6. McCullough, M. E., Tsang, J., & Emmons, R.A. (2004). Gratitude in Intermediate affective terrain: Links of grateful moods with individual differences and daily emotional experience. Journal of Personality and Social Psychology, 86, 295-309.

Wood, A., et al. (2007). Gratitude–Parent of All Virtues. The Psychologist, 20.1, 18-21. Print.

7. Seligman, M., et al. (2005). Positive psychology progress: Empirical validation of interventions. American Psychologist, 60, 410-421.

8. Capacchione, L. (2001). The Power of Your Other Hand: A Course in Channeling the Inner Wisdom of the Right Brain. New Page Books; Revised edition.

9. Hoshivama M., Kakigi R. (1999). Changes of somatosensory evoked potentials during writing with the dominant and non-dominant hands. Brain Research, 833, 10 – 19

Other References:

Klein, K. & Boals, A. (2001) Expressive writing can increase working memory capacity. Journal of Experimental Psychology, 130, 520–533.

Lepore, S. J. (1997) Expressive writing moderates the relation between intrusive thoughts and depressive symptoms. Journal of Personality and Social Psychology, 73, 1030–1037.

Park, C. L. & Blumberg, C. J. (2002) Disclosing trauma through writing: testing the meaning-making hypothesis. Cognitive Therapy and Research, 26, 597–616.

Pennebaker, J., et al. (1988). Disclosure of traumas and immune function: Health implications for psychotherapy. Journal of Consulting and Clinical Psychology, Vol 56(2), 239-245.

Pennebaker, J. (1993). Putting stress into words: Health, linguistic, and therapeutic implications. Behaviour Research and Therapy, Volume 31, Issue 6, Pages 539-548.

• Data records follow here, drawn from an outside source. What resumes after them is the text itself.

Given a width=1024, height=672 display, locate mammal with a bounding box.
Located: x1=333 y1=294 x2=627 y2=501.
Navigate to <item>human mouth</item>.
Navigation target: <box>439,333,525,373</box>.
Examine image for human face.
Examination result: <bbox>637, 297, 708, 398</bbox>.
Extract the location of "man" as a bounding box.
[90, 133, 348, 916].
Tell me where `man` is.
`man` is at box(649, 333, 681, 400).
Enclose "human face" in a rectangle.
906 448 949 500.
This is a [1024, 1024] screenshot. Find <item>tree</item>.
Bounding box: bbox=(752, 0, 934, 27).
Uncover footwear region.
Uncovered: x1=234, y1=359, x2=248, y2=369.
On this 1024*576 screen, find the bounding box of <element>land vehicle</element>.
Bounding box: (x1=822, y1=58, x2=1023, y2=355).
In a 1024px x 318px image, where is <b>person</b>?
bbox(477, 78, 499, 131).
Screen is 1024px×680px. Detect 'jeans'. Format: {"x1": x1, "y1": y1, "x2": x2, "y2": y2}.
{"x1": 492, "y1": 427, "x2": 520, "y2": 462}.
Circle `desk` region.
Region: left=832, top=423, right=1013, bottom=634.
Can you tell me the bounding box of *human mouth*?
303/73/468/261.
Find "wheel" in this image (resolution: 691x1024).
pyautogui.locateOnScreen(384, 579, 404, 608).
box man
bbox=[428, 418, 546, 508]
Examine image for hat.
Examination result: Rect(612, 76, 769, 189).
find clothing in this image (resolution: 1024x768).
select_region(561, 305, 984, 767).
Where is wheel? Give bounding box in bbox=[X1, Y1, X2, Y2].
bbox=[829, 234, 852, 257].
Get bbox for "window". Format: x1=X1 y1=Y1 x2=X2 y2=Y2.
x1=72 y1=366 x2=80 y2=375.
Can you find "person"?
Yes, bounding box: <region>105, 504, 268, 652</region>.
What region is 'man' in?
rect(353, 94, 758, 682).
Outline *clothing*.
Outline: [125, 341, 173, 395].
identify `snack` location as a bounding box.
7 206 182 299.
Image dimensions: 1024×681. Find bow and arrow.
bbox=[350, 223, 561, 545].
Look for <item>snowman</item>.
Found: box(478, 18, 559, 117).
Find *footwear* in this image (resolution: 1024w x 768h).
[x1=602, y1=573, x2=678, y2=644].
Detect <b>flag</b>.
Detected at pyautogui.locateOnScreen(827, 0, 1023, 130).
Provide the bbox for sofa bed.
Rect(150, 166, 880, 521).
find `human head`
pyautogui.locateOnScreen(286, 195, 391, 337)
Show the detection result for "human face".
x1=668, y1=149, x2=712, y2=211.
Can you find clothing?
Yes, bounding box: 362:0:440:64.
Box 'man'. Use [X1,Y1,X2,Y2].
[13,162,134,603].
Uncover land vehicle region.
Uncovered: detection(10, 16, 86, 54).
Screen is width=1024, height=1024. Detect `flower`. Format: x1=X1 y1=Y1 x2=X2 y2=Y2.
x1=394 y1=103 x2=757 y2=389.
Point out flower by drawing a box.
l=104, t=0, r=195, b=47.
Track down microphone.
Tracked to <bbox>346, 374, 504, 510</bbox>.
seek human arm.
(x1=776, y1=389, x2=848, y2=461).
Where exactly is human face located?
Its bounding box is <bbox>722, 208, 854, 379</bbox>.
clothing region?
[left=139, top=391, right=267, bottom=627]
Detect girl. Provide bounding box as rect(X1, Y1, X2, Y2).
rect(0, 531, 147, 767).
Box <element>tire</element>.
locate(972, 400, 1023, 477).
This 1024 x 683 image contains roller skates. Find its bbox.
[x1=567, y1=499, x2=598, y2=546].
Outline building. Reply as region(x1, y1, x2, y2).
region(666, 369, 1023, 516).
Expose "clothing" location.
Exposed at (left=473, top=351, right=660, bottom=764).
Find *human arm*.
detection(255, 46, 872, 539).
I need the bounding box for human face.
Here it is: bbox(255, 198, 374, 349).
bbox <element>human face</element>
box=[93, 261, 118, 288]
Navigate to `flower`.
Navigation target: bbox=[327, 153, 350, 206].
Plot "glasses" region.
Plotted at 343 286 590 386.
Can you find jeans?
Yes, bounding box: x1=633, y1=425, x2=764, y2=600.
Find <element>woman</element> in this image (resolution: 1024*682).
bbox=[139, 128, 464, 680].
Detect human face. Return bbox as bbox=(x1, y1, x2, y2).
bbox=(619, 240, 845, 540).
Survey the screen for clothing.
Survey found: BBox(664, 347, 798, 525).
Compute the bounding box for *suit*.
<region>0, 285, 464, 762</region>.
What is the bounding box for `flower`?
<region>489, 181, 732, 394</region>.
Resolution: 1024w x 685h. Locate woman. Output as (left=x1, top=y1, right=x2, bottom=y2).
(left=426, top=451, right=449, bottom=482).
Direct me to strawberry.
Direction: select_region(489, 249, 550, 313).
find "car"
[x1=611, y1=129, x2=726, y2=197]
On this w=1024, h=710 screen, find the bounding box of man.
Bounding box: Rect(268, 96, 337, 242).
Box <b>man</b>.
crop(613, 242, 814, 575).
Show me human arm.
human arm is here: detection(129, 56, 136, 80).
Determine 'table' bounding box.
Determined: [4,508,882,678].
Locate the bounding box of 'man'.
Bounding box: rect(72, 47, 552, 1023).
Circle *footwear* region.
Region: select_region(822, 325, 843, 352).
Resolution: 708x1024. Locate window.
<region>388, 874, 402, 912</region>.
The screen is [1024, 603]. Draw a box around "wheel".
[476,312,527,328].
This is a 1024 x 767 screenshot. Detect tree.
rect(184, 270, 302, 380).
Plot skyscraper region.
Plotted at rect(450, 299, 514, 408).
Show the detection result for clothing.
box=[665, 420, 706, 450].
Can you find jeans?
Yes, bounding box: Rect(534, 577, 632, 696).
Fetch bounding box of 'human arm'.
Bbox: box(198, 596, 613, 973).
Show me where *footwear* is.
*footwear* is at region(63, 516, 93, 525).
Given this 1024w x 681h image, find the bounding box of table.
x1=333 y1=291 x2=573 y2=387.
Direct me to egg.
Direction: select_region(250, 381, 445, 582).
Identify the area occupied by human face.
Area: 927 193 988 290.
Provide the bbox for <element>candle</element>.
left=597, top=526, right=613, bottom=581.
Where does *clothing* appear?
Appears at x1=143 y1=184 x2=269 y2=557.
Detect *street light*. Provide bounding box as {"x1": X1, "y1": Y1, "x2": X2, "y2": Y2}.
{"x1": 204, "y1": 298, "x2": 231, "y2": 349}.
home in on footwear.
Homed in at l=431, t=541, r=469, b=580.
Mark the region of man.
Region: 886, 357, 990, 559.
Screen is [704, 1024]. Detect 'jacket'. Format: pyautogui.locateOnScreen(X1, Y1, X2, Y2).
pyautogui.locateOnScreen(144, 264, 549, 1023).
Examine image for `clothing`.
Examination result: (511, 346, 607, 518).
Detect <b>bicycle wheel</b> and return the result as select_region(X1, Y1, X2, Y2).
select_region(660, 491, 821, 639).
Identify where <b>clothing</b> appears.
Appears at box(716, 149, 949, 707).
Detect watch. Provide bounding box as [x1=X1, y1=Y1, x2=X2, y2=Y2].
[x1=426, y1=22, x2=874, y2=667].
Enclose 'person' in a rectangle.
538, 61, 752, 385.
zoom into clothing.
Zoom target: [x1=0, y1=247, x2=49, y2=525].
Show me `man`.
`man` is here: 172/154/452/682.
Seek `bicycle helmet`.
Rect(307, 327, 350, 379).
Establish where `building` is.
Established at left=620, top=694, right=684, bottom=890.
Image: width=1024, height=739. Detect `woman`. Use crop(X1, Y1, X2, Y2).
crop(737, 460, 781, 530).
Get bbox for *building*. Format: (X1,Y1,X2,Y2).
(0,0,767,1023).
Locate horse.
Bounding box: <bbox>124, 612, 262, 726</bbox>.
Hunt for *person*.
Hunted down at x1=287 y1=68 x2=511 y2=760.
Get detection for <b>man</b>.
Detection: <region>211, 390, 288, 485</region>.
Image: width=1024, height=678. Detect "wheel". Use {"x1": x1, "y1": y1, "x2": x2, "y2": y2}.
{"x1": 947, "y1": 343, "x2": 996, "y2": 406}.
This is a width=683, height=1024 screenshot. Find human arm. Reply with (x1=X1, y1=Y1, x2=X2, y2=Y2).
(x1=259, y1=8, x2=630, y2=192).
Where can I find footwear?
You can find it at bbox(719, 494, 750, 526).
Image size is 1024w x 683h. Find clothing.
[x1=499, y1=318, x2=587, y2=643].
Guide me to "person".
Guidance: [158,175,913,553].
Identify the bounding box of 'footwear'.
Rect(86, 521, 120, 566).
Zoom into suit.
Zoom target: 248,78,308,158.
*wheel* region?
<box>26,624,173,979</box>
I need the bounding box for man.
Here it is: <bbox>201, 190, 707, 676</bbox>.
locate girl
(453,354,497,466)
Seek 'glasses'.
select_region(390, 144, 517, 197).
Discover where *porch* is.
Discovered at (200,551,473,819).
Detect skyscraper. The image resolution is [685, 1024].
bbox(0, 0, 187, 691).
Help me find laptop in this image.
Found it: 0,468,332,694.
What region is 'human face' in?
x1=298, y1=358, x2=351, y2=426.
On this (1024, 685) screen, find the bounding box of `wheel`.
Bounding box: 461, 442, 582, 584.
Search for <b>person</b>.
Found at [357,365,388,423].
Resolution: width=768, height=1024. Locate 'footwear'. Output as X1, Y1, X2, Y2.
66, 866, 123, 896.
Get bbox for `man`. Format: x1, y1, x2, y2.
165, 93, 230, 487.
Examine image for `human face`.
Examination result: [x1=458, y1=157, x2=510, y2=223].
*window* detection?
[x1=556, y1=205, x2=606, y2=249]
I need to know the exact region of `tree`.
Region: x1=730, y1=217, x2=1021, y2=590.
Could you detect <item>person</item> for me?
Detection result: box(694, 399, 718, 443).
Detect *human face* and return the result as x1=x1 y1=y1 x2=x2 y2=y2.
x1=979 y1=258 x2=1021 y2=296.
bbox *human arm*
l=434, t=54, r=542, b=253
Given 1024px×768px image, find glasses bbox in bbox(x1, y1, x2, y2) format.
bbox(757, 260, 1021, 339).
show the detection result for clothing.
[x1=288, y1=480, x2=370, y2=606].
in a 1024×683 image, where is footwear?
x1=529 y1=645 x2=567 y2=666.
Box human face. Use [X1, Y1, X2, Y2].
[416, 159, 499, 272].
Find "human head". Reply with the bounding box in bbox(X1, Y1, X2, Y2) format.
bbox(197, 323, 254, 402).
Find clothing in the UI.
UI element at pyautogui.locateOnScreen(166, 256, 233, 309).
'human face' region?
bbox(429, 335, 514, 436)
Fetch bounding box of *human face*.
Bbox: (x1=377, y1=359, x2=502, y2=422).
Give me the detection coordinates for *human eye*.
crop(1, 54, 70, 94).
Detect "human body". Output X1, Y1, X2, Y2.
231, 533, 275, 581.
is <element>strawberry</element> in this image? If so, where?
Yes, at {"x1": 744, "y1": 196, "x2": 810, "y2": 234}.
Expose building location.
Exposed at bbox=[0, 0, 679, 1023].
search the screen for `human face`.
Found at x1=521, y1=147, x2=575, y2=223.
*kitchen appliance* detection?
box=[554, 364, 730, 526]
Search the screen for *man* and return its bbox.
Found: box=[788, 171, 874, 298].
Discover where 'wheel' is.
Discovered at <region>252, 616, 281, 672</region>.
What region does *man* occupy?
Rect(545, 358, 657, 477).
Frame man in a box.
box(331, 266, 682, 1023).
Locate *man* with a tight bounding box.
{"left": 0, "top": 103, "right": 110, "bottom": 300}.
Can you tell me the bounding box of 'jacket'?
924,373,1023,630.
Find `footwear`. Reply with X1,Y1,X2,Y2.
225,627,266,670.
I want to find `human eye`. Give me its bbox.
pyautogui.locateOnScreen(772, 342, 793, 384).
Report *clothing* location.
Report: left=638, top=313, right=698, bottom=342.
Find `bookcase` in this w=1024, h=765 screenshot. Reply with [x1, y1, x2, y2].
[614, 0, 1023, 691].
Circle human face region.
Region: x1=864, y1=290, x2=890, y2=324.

Pennebaker, J. (1997). Writing About Emotional Experiences as a Therapeutic Process. Psychological Science, vol. 8, no. 3, 162-166.

Schoutrop, M., et al. (1997). Overcoming traumatic events by means of writing assignments. In The (Non)Expression of Emotions in Health and Disease (eds A. Vingerhoets, F. van Bussel & J. Boelhower). Tilburg University Press, pp. 279–289.

Schoutrop, M., et al. (2002). Structured writing and processing major stressful events. A controlled trial. Psychotherapy and Psychosomatics, 71, 151–157

Sloan, D. M. & Marx, B. P. (2004) A closer examination of the structured written disclosure procedure. Journal of Consulting and Clinical Psychology, 72, 165–175.